Alliance for Justice | 12 May 2015

Leading scholars, former judges sign letter opposing Investor-State Dispute Settlement

ISDS is a feature of trade deals, including the Trans-Pacific Partnership

WASHINGTON, D.C., May 12, 2015: A group of legal and economic luminaries have signed a letter to Congressional leaders urging them to oppose Investor-State Dispute Settlement (ISDS) provisions in proposed trade deals. Under ISDS, foreign corporations can challenge government actions they allege threaten their investments not in that nation’s courts, but before a panel of private arbitrators. The letter was coordinated by Alliance for Justice.

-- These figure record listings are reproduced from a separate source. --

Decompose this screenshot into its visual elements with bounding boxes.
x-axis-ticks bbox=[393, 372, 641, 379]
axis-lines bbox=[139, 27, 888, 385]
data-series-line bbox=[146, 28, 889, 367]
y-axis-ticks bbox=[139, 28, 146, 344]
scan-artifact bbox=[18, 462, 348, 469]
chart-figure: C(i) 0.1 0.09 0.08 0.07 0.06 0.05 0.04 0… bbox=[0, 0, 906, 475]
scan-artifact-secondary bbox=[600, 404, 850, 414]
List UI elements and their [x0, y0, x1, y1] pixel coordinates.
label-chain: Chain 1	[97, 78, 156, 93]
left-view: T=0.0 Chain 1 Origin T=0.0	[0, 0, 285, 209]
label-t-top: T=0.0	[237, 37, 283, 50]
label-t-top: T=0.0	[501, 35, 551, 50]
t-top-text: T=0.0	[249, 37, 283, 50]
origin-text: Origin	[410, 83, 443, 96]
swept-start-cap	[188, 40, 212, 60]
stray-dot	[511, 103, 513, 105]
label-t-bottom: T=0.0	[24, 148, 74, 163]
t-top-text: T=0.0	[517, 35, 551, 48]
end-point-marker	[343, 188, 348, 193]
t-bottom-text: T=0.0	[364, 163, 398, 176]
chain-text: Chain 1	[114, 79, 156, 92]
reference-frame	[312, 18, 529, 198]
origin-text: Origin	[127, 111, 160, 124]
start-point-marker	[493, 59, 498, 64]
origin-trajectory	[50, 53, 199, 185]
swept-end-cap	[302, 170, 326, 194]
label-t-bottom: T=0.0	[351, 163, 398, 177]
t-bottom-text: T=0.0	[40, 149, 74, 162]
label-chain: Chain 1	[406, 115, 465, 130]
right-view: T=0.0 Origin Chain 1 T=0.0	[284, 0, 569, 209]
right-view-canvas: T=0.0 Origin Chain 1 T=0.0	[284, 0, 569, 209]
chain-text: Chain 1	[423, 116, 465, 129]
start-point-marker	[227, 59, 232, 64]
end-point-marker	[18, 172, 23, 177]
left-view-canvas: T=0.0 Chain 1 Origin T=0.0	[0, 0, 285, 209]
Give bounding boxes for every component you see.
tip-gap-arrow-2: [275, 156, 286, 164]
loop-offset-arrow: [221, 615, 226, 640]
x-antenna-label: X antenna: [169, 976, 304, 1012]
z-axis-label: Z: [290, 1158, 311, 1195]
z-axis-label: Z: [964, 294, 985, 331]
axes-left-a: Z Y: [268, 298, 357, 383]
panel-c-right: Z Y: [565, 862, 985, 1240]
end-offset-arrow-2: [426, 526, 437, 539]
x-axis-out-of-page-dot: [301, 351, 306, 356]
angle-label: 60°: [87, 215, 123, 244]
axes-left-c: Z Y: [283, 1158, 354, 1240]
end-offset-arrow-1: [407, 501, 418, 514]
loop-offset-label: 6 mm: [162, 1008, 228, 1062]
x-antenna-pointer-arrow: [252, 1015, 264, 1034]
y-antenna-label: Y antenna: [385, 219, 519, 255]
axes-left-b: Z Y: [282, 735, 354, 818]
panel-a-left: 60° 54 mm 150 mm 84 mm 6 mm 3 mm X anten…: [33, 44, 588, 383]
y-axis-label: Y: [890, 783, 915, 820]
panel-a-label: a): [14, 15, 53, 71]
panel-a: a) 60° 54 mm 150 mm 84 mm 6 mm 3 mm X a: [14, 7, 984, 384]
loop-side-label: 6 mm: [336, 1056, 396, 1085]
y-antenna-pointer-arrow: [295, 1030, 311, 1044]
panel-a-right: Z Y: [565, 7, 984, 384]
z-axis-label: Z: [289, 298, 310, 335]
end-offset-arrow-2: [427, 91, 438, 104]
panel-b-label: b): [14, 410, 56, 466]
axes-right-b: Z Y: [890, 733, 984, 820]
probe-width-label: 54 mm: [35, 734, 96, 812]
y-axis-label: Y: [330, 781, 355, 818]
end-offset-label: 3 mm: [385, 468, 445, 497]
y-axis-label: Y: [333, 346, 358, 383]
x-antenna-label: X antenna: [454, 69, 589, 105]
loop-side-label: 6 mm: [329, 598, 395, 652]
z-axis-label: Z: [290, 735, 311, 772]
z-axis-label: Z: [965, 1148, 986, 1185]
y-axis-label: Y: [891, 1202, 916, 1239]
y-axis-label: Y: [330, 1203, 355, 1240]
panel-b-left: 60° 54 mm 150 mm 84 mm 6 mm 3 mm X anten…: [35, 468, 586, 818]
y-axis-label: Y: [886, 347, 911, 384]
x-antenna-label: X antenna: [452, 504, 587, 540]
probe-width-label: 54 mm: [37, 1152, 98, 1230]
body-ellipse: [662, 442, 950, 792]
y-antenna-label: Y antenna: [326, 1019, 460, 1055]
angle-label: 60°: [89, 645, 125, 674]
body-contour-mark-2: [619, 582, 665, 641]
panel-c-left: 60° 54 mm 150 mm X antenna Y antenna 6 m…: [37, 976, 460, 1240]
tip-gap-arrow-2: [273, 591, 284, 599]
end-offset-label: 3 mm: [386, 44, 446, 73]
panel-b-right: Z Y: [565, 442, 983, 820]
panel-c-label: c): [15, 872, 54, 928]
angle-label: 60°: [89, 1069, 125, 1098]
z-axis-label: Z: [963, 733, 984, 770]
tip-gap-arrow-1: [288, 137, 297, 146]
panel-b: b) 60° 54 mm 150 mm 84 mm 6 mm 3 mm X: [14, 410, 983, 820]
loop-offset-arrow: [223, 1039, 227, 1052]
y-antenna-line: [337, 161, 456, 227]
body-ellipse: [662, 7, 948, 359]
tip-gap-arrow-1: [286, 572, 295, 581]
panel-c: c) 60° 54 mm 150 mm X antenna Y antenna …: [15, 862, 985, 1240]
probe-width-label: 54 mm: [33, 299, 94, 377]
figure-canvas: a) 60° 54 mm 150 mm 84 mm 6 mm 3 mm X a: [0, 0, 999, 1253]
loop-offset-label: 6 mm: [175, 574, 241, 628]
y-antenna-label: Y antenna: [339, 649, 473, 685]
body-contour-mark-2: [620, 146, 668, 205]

Prof. Laurence Tribe, the Carl M. Loeb University Professor of Constitutional Law at Harvard; Judith Resnik, Arthur Liman professor of law at Yale Law School; Cruz Reynoso, professor of law emeritus at the University of California, Davis School of Law and a former associate justice of the California Supreme Court; H. Lee Sarokin, former United States circuit judge of the United States Court of Appeals for the Third Circuit; and Joseph E. Stiglitz university professor, Columbia University signed the letter.

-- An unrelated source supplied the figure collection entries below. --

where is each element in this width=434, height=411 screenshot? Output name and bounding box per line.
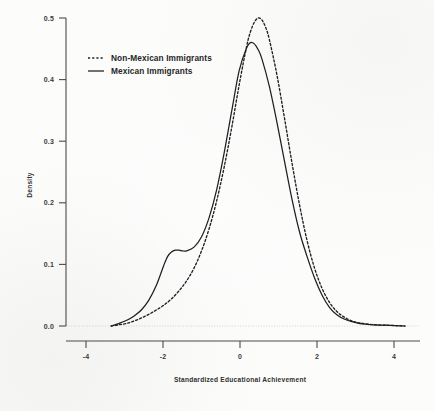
x-tick-label-2: 0 [238, 353, 242, 360]
legend: Non-Mexican Immigrants Mexican Immigrant… [88, 53, 212, 76]
x-tick-label-3: 2 [315, 353, 319, 360]
chart-canvas: 0.0 0.1 0.2 0.3 0.4 0.5 Density -4 -2 0 … [0, 0, 434, 411]
y-tick-label-5: 0.5 [44, 15, 54, 22]
y-tick-label-3: 0.3 [44, 138, 54, 145]
y-tick-label-4: 0.4 [44, 76, 54, 83]
y-axis-title: Density [26, 172, 34, 198]
legend-label-non-mexican-immigrants: Non-Mexican Immigrants [111, 53, 212, 63]
y-tick-label-0: 0.0 [44, 323, 54, 330]
x-axis-ticks [86, 341, 394, 348]
series-line-mexican-immigrants [111, 42, 405, 326]
y-tick-label-2: 0.2 [44, 199, 54, 206]
series-line-non-mexican-immigrants [111, 18, 405, 326]
y-tick-label-1: 0.1 [44, 261, 54, 268]
x-axis-title: Standardized Educational Achievement [174, 376, 307, 383]
legend-label-mexican-immigrants: Mexican Immigrants [111, 66, 193, 76]
x-tick-label-1: -2 [160, 353, 167, 360]
x-tick-label-4: 4 [392, 353, 396, 360]
y-axis-ticks [59, 18, 66, 326]
density-plot-figure: 0.0 0.1 0.2 0.3 0.4 0.5 Density -4 -2 0 … [0, 0, 434, 411]
x-tick-label-0: -4 [83, 353, 90, 360]
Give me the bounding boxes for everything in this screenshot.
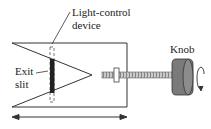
width-double-arrow bbox=[12, 115, 127, 120]
exit-slit-bar bbox=[50, 59, 55, 93]
light-control-leader bbox=[52, 12, 70, 44]
light-control-device bbox=[50, 47, 55, 102]
light-control-label-line1: Light-control bbox=[72, 7, 131, 18]
exit-slit-label-line2: slit bbox=[15, 79, 28, 90]
screw-rod bbox=[102, 68, 172, 82]
monochromator-slit-diagram: Light-control device Exit slit Knob bbox=[0, 0, 211, 129]
light-control-label-line2: device bbox=[72, 20, 101, 31]
exit-slit-leader bbox=[36, 71, 48, 73]
knob bbox=[172, 59, 193, 95]
screw-collar bbox=[114, 68, 119, 82]
rotation-arrow-icon bbox=[197, 67, 204, 91]
knob-label: Knob bbox=[170, 44, 194, 55]
exit-slit-label-line1: Exit bbox=[15, 66, 33, 77]
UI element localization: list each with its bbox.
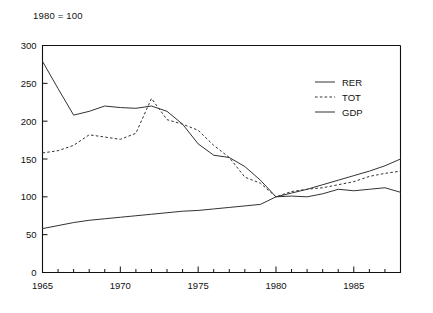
- y-tick-label: 300: [21, 40, 37, 51]
- legend-label-gdp: GDP: [342, 107, 363, 118]
- legend-label-rer: RER: [342, 77, 362, 88]
- chart-container: 1980 = 100 050100150200250300 1965197019…: [0, 0, 433, 313]
- y-tick-label: 150: [21, 154, 37, 165]
- legend-label-tot: TOT: [342, 92, 361, 103]
- chart-plot-area: 050100150200250300 19651970197519801985 …: [0, 0, 433, 313]
- x-tick-label: 1980: [265, 280, 286, 291]
- x-tick-label: 1985: [343, 280, 364, 291]
- y-tick-label: 0: [31, 267, 36, 278]
- x-tick-label: 1965: [32, 280, 53, 291]
- x-tick-label: 1970: [110, 280, 131, 291]
- y-tick-label: 50: [26, 229, 37, 240]
- y-axis-ticks: 050100150200250300: [21, 40, 48, 278]
- y-tick-label: 200: [21, 116, 37, 127]
- series-line-gdp: [43, 159, 401, 229]
- y-tick-label: 100: [21, 191, 37, 202]
- y-tick-label: 250: [21, 78, 37, 89]
- x-axis-ticks: 19651970197519801985: [32, 267, 364, 291]
- chart-legend: RERTOTGDP: [315, 77, 363, 118]
- x-tick-label: 1975: [188, 280, 209, 291]
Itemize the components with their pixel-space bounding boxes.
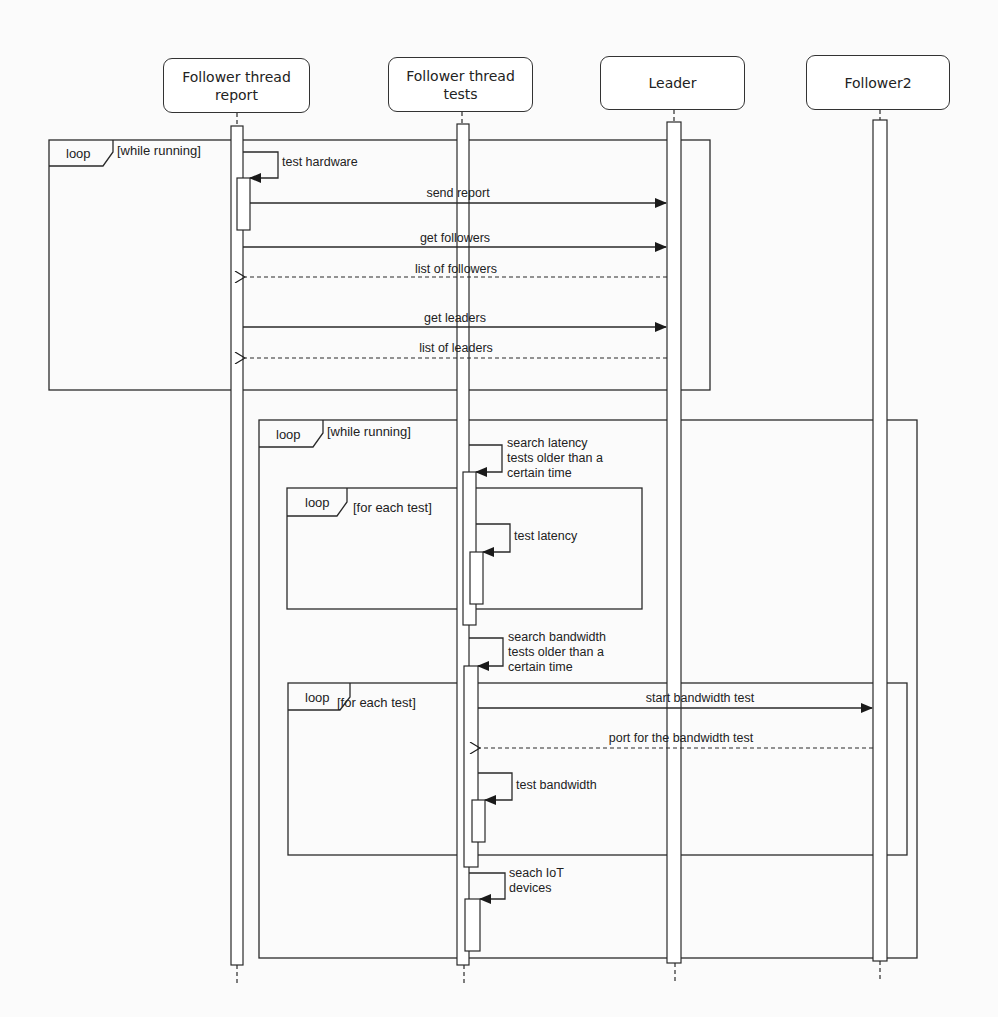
lifeline-stubs [237,110,880,985]
lifeline-head-follower-thread-report[interactable]: Follower thread report [163,58,310,113]
loop3-operator: loop [305,495,330,510]
loop3-guard: [for each test] [353,500,432,515]
loop1-operator: loop [66,146,91,161]
self-call-search-bandwidth [469,638,503,666]
msg-label-port-for-bandwidth-test: port for the bandwidth test [609,731,754,746]
msg-label-send-report: send report [426,186,489,201]
self-call-test-latency [476,524,510,552]
lifeline-head-leader[interactable]: Leader [600,56,745,110]
msg-label-start-bandwidth-test: start bandwidth test [646,691,754,706]
loop4-operator: loop [305,690,330,705]
sequence-diagram: Follower thread report Follower thread t… [0,0,998,1017]
self-call-search-latency [469,445,502,472]
lifeline-head-follower2[interactable]: Follower2 [806,55,950,110]
msg-label-list-of-leaders: list of leaders [419,341,493,356]
loop2-guard: [while running] [327,424,411,439]
msg-label-list-of-followers: list of followers [415,262,497,277]
loop4-guard: [for each test] [337,695,416,710]
msg-label-test-hardware: test hardware [282,155,358,170]
msg-label-test-latency: test latency [514,529,577,544]
msg-label-get-leaders: get leaders [424,311,486,326]
msg-label-search-bandwidth: search bandwidth tests older than a cert… [508,630,606,675]
self-call-search-iot [469,873,505,899]
self-call-test-hardware [243,152,278,178]
msg-label-search-latency: search latency tests older than a certai… [507,436,603,481]
lifeline-head-follower-thread-tests[interactable]: Follower thread tests [388,57,533,112]
loop-frame-1 [49,140,710,390]
msg-label-test-bandwidth: test bandwidth [516,778,597,793]
msg-label-search-iot-devices: seach IoT devices [509,866,564,896]
self-call-test-bandwidth [478,773,512,800]
loop1-guard: [while running] [117,143,201,158]
loop2-operator: loop [276,427,301,442]
msg-label-get-followers: get followers [420,231,490,246]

They join more than 100 other distinguished legal scholars and U.S. Senators such as Elizabeth Warren, D-Mass., and Jeff Merkley, D-Ore. in expressing outspoken opposition to ISDS.

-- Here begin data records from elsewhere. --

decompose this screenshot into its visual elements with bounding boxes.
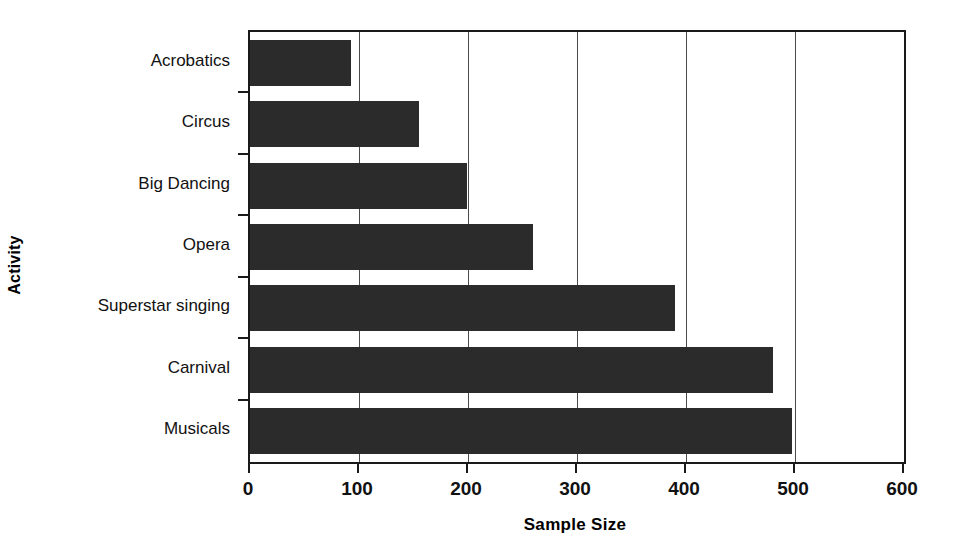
x-axis-tick bbox=[466, 462, 468, 473]
x-axis-tick bbox=[575, 462, 577, 473]
x-axis-tick bbox=[902, 462, 904, 473]
y-axis-tick bbox=[238, 276, 249, 278]
x-axis-tick-label: 100 bbox=[322, 478, 392, 500]
bar bbox=[250, 408, 792, 454]
bar bbox=[250, 285, 675, 331]
y-axis-tick-labels: AcrobaticsCircusBig DancingOperaSupersta… bbox=[28, 30, 240, 460]
gridline bbox=[795, 32, 796, 462]
bar bbox=[250, 40, 351, 86]
y-axis-tick-label: Superstar singing bbox=[98, 296, 230, 316]
y-axis-tick-label: Acrobatics bbox=[151, 51, 230, 71]
y-axis-title: Activity bbox=[6, 185, 24, 345]
bar bbox=[250, 163, 467, 209]
x-axis-tick bbox=[248, 462, 250, 473]
x-axis-tick-label: 400 bbox=[649, 478, 719, 500]
bar-chart: Activity AcrobaticsCircusBig DancingOper… bbox=[0, 0, 956, 560]
y-axis-tick bbox=[238, 337, 249, 339]
plot-inner bbox=[250, 32, 904, 462]
x-axis-tick bbox=[684, 462, 686, 473]
y-axis-tick bbox=[238, 153, 249, 155]
x-axis-tick-label: 300 bbox=[540, 478, 610, 500]
y-axis-tick-label: Opera bbox=[183, 235, 230, 255]
y-axis-tick bbox=[238, 91, 249, 93]
x-axis-tick bbox=[357, 462, 359, 473]
x-axis-tick-label: 200 bbox=[431, 478, 501, 500]
y-axis-tick-label: Musicals bbox=[164, 419, 230, 439]
x-axis-title: Sample Size bbox=[248, 515, 902, 535]
y-axis-tick-label: Circus bbox=[182, 112, 230, 132]
bar bbox=[250, 224, 533, 270]
bar bbox=[250, 101, 419, 147]
x-axis-tick bbox=[793, 462, 795, 473]
x-axis-tick-label: 500 bbox=[758, 478, 828, 500]
plot-area bbox=[248, 30, 906, 464]
y-axis-tick bbox=[238, 214, 249, 216]
x-axis-tick-label: 0 bbox=[213, 478, 283, 500]
y-axis-tick bbox=[238, 399, 249, 401]
bar bbox=[250, 347, 773, 393]
y-axis-tick-label: Carnival bbox=[168, 358, 230, 378]
y-axis-tick-label: Big Dancing bbox=[138, 174, 230, 194]
x-axis-tick-label: 600 bbox=[867, 478, 937, 500]
gridline bbox=[686, 32, 687, 462]
gridline bbox=[577, 32, 578, 462]
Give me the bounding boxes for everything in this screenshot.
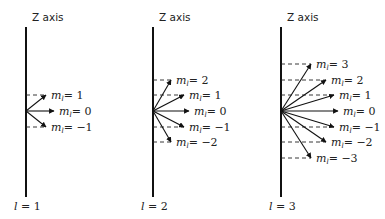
ml-label: ml= −2 — [176, 136, 218, 150]
z-axis-label: Z axis — [287, 11, 319, 23]
ml-label: ml= −1 — [189, 121, 231, 135]
arrow-icon — [281, 95, 334, 111]
ml-label: ml= 0 — [343, 105, 375, 119]
ml-label: ml= 1 — [51, 89, 83, 103]
z-axis-label: Z axis — [159, 11, 191, 23]
arrow-icon — [281, 111, 311, 158]
diagram-l1: Z axisl = 1ml= 1ml= 0ml= −1 — [14, 11, 93, 213]
ml-label: ml= 0 — [59, 105, 91, 119]
diagram-l3: Z axisl = 3ml= 3ml= 2ml= 1ml= 0ml= −1ml=… — [269, 11, 381, 213]
ml-label: ml= 0 — [194, 105, 226, 119]
ml-label: ml= 2 — [176, 74, 208, 88]
arrow-icon — [281, 80, 326, 111]
angular-momentum-quantization-figure: Z axisl = 1ml= 1ml= 0ml= −1Z axisl = 2ml… — [0, 0, 385, 219]
arrow-icon — [281, 111, 334, 127]
arrow-icon — [26, 95, 46, 111]
z-axis-label: Z axis — [32, 11, 64, 23]
ml-vector-0: ml= 0 — [26, 105, 91, 119]
ml-label: ml= 1 — [339, 89, 371, 103]
ml-label: ml= −3 — [316, 152, 358, 166]
l-quantum-number-label: l = 3 — [269, 200, 296, 213]
ml-label: ml= −1 — [339, 121, 381, 135]
ml-label: ml= 1 — [189, 89, 221, 103]
ml-label: ml= 3 — [316, 58, 348, 72]
l-quantum-number-label: l = 1 — [14, 200, 41, 213]
arrow-icon — [281, 111, 326, 142]
ml-label: ml= 2 — [331, 74, 363, 88]
ml-label: ml= −1 — [51, 121, 93, 135]
l-quantum-number-label: l = 2 — [141, 200, 168, 213]
arrow-icon — [281, 64, 311, 111]
diagram-l2: Z axisl = 2ml= 2ml= 1ml= 0ml= −1ml= −2 — [141, 11, 231, 213]
ml-label: ml= −2 — [331, 136, 373, 150]
arrow-icon — [26, 111, 46, 127]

“The concerns raised today by the President’s mentor and friend, Professor Laurence Tribe, and by Nobel prize-winning economist Joe Stiglitz echo the concerns of Hillary Clinton and many other top legal and economic minds in this country,” said Sen. Warren. “ISDS undermines the rule of law and is one more tool corporations can use to undermine public health and safety rules that hurt their bottom line. It has no place in American trade agreements.”

“It’s unacceptable to provide foreign corporations special legal rights to challenge our laws in international tribunals, outside of the U.S. legal system, run and staffed by corporate lawyers,” Sen. Merkley said. “These Investor-State Dispute Settlement provisions are a very real threat to U.S. sovereignty and to the laws that protect Americans’ health, pocketbooks, and environment, and any trade deal that includes them should be rejected.”

In the new letter, the authors write that “Our legal system rests on the conviction that every individual, regardless of wealth or power, has an equal right to bring a case to court.”

In addition, they note, ISDS decisions cannot be appealed in a court of law, and ISDS arbitrators don’t have to follow precedent. And in many cases, they write, “there is a revolving door between serving on ISDS arbitration panels and representing corporations bringing ISDS claims.”

The authors also note that “the threat and expense of ISDS proceedings have forced nations to abandon important public policies,” citing examples including a decision by Canada to lift a ban on a toxic gasoline additive – and pay a $13 million settlement to the corporation that wants to put it in gasoline – rather than go through the ISDS process.

They conclude that ISDS “represents investors taking advantage of a special legal right available only to them in an alternate legal system.”